Going back specifically to being gender-variant (transgender or genderqueer or nonbinary or whatever), you can have the first part, the sense of absolutely not being the person you’re expected to be, with a lot of innate built-in components (although you still need the social to realize it is resulting in you being different from others).

But for the “b” part… you absolutely positively can’t have an innate sense that your gender is such-and-such. To match your feelings about yourself to the array of identities that exist, you have to know they exist and you have to recognize that who you are matches up with one of those patterns.

There are people who have intense feelings that they were born to be a doctor, or a farmer, or a lawyer, or a singer. There’s no biological basis for those things, but obviously they’re all real things that people decide to be.

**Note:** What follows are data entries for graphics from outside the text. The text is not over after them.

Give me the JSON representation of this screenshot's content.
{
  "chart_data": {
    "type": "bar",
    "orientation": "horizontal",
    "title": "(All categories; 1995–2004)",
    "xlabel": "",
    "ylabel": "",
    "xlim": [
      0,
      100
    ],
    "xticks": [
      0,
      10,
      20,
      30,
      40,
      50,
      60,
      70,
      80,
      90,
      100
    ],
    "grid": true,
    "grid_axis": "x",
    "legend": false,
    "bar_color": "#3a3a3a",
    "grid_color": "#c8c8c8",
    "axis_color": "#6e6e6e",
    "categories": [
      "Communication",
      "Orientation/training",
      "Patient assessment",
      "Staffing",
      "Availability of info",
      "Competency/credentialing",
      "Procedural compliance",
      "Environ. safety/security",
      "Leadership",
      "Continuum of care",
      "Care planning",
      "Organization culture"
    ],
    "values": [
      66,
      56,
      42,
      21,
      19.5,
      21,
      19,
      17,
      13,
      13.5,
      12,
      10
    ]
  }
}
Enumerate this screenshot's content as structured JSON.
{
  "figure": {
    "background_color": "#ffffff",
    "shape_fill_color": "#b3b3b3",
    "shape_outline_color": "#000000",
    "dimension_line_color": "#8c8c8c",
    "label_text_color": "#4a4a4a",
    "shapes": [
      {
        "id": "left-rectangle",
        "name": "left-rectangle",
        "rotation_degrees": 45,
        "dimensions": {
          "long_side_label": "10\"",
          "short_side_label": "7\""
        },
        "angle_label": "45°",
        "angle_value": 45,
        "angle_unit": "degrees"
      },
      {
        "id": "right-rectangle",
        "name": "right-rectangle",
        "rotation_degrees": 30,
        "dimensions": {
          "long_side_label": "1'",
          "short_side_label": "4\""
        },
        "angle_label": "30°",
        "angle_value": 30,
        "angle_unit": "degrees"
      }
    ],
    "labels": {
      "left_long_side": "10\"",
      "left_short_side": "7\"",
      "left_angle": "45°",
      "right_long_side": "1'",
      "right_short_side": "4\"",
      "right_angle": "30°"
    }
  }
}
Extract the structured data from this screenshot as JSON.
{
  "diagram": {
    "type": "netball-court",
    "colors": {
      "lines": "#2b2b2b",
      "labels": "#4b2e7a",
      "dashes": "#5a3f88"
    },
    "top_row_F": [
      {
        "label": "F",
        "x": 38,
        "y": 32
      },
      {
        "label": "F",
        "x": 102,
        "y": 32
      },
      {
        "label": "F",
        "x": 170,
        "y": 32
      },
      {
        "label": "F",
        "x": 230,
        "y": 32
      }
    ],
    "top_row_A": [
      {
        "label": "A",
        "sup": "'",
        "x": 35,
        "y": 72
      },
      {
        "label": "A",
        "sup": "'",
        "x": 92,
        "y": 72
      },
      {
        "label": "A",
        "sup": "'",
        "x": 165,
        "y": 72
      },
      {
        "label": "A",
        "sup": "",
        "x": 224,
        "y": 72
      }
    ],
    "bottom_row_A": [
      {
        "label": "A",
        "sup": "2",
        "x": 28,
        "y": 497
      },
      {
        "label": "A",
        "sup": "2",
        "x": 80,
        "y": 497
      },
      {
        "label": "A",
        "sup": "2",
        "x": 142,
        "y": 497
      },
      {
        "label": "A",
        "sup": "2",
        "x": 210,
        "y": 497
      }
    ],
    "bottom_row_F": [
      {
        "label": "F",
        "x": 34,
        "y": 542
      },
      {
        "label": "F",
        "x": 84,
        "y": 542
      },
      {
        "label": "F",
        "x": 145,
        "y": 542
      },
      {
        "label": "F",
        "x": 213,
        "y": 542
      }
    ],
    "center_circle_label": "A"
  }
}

I actually have no problem saying a gender binary exists and is real. Where it goes off the rails is where people decide that the gender binary is some kind of unbreakable law of the universe, a thing that I can judge you for conforming or not conforming to. There’s nothing behind that except for some people insisting that their way of making sense of the world is the only possible way.

Men exist, women exist. Pick one. Or pick neither. Or pick some other thing. It’s your life, nobody else’s.

…what definition are you using?

Sorry, a misunderstanding of the question on my part.

Where does a trans person internal sense that they are a trans person come from? Certainly not from cis-normative societal pressure.

To appropriate your own language, in response to societal pressures to conform with societal gender stereotypes, the individual rewrites the categories of gender identity so as to place themself in the opposite category and alleviate societal pressures.

This rewriting of the categories of gender, hitherto appropriated from society at large, results in the individual identifying as a gender separate from the gender assigned at birth. Therefore they are now transgender and also identify as transgender.

The original gender-noncomformative personality or behaviors are not strictly caused by societal factors.

~Max

But why do they feel that way in the first place? You can keep taking things “up a level” but it does not address the fundamental issue.

Societal pressure can have somewhat unexpected consequences. But it is just not credible that immense cis-normative societal pressure (to a point of literally murdering people) somehow causes people to persistently assert a trans identity.

You have to be absolutely desperate to cling to a blank slate model to believe this. It’s preposterous.

But why? Again, you are just taking things “up a level”.

Social Construct
Something that exists only in the context of society, and has no meaning outside of that context.

While not perfect, one test I use to falsify the assertion that something is a social construct is to ask if a feral child could develop a concept in isolation. If it’s possible in theory, it’s not a social construct.

~Max

I don’t intend to come across as trite or demeaning, but what are your thoughts on the rest of that sentence so I can craft a response?

the individual rewrites the categories of gender identity so as to place themself in the opposite category and alleviate societal pressures [to conform with gender stereotypes for the gender previously identified as].